Plenty of profitable trade businesses go under — not because they weren't making money on paper, but because they ran out of cash at the wrong moment. Profit and cash flow are not the same thing, and not knowing the difference is one of the most dangerous blind spots an owner can have.
You don't need to become an accountant. But you do need to know your numbers well enough that you're never blindsided. Here are the basics every trade business owner should have at their fingertips.
Profit vs cash flow
Profit is what's left after costs, on paper. Cash flow is the actual money moving in and out of your account, and when it moves. You can have a great month on paper and still not be able to pay wages on Thursday, because the client hasn't paid you yet and materials went out on your card. Cash flow is timing — and timing is what catches owners out.
The handful of numbers to watch
- Gross margin — for every dollar of work, how much is left after the direct cost of doing it (materials and labour). If you don't know this per job, you're flying blind.
- Overheads — what it costs to keep the doors open each month before you do a single job (vehicles, insurance, tools, admin, phone).
- Break-even — how much you have to bill each month just to cover everything. Below this, you're losing money.
- Debtor days — how long, on average, clients take to actually pay you. The longer this is, the more your cash is stuck in other people's pockets.
- Cash on hand — how many weeks you could survive if the work stopped tomorrow.
Revenue is vanity. Profit is sanity. Cash is reality.
Three habits that protect your cash
- Invoice fast and chase faster. The job isn't done when the tools are packed up — it's done when you've been paid. Invoice the day you finish, set clear payment terms, and follow up the moment they're overdue.
- Take deposits and progress payments. Don't fund your clients' projects out of your own pocket. Deposits on materials and progress claims on bigger jobs keep cash flowing in step with the work.
- Put tax and super aside as it comes in. Money that isn't really yours shouldn't sit in your everyday account tempting you. Separate it, so a tax bill is never a nasty surprise.
What changes when you know your numbers
One client told me the thing that changed everything wasn't a single big win — it was finally knowing his numbers cold. When you can see your margins, your break-even and your cash position, you stop making decisions out of fear and start making them with confidence. You quote better, you spend smarter, and you sleep at night.
The bottom line
You can't improve what you don't measure. Get across these few numbers, build the habits that protect your cash, and you'll go from hoping the business is healthy to knowing it is — and that's the foundation everything else is built on.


EXERCISE BRIEF — From the records below, print only the part that opens with the line containing "Give bounding boxes" and closes with the line containing "Output each element"; omit the pictures.
[[ DATA LISTING, beginning ]]
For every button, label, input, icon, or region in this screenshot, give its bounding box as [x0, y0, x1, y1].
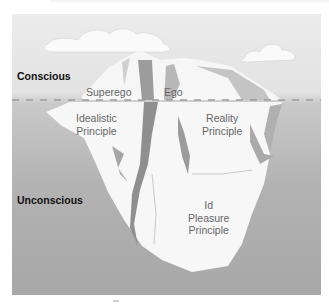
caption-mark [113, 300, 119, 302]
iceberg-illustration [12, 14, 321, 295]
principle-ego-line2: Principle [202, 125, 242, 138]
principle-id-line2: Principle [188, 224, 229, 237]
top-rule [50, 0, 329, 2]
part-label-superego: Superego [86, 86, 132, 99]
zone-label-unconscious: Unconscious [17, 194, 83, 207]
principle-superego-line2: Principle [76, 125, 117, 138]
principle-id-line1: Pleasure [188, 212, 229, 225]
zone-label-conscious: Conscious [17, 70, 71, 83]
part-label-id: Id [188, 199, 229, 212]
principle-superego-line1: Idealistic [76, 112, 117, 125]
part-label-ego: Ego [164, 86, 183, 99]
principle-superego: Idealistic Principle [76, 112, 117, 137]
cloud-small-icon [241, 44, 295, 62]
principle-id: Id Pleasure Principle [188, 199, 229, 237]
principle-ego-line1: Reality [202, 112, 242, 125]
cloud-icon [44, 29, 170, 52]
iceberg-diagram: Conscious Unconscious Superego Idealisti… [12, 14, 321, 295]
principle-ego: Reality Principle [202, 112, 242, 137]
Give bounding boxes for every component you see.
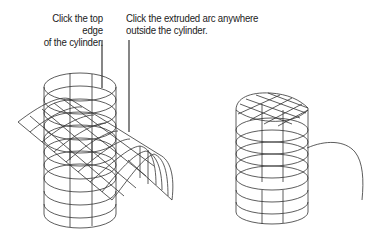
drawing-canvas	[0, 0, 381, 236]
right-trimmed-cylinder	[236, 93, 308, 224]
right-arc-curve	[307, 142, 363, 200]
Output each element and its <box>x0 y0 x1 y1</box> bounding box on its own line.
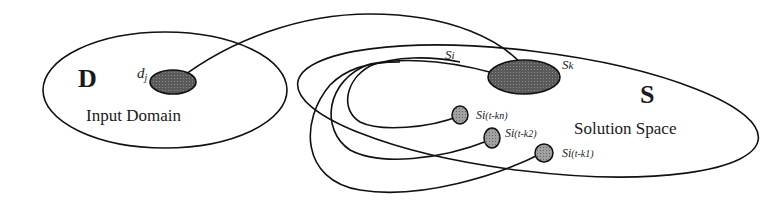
[[ DATA LISTING, end ]]
[[ DATA LISTING, beginning ]]
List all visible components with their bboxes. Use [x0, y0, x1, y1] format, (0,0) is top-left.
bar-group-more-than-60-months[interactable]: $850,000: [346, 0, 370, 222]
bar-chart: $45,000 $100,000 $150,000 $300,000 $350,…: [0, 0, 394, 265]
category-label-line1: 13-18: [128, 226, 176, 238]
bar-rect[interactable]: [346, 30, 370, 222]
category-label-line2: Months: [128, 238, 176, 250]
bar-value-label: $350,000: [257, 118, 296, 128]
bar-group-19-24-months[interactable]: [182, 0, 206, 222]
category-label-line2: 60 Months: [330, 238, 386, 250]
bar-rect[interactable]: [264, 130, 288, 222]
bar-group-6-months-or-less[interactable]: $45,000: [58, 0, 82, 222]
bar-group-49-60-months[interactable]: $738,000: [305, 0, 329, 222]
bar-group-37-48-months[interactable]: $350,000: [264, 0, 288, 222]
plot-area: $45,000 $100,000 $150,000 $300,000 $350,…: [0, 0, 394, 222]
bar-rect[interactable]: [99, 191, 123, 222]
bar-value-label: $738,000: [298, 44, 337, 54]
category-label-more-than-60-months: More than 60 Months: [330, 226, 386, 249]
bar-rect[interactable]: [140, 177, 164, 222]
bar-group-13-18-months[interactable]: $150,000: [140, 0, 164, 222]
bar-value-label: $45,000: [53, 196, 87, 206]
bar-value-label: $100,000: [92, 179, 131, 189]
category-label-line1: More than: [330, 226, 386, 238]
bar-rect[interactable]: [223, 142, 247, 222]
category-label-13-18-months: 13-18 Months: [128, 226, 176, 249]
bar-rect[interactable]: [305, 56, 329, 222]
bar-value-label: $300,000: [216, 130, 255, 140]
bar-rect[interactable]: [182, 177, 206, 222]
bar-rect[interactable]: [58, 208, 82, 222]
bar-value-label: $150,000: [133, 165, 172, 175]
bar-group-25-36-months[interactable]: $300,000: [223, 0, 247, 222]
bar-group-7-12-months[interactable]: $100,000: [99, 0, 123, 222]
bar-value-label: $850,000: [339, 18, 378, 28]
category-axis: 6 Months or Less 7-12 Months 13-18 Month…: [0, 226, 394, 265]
[[ DATA LISTING, end ]]
[[ DATA LISTING, beginning ]]
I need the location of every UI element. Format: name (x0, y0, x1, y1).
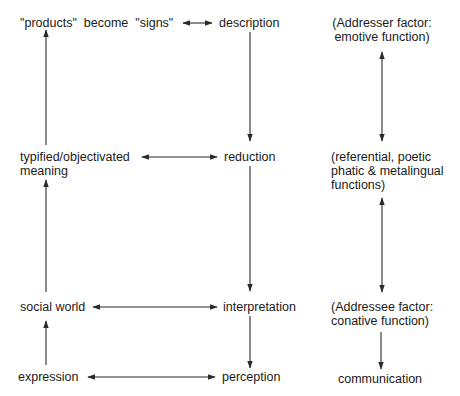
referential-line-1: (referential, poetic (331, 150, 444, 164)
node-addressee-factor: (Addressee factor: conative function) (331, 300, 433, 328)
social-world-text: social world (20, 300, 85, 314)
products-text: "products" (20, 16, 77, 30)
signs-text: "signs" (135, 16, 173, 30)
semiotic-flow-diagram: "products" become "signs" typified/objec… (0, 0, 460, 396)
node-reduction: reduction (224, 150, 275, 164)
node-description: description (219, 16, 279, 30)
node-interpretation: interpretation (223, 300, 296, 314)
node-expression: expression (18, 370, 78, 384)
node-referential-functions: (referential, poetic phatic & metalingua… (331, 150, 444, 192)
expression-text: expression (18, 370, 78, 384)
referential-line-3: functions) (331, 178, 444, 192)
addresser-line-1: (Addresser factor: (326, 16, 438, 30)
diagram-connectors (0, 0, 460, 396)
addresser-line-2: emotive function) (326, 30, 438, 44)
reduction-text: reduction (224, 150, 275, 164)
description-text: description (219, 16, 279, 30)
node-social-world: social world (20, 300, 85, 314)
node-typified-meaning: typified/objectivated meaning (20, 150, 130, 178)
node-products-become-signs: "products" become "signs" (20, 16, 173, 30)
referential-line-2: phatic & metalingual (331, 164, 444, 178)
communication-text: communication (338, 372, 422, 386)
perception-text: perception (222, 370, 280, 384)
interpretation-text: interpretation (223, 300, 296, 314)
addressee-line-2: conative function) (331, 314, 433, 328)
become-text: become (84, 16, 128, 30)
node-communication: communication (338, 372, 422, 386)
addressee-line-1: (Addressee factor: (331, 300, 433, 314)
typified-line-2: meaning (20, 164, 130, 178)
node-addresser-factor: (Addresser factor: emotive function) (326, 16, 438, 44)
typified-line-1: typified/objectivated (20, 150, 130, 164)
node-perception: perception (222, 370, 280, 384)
[[ DATA LISTING, end ]]
RESULT FOR THIS EXERCISE —
Give bounding boxes for every component you see.
drawing-canvas	[0, 0, 381, 236]
right-trimmed-cylinder	[236, 93, 308, 224]
right-arc-curve	[307, 142, 363, 200]
Output each element and its <box>x0 y0 x1 y1</box> bounding box on its own line.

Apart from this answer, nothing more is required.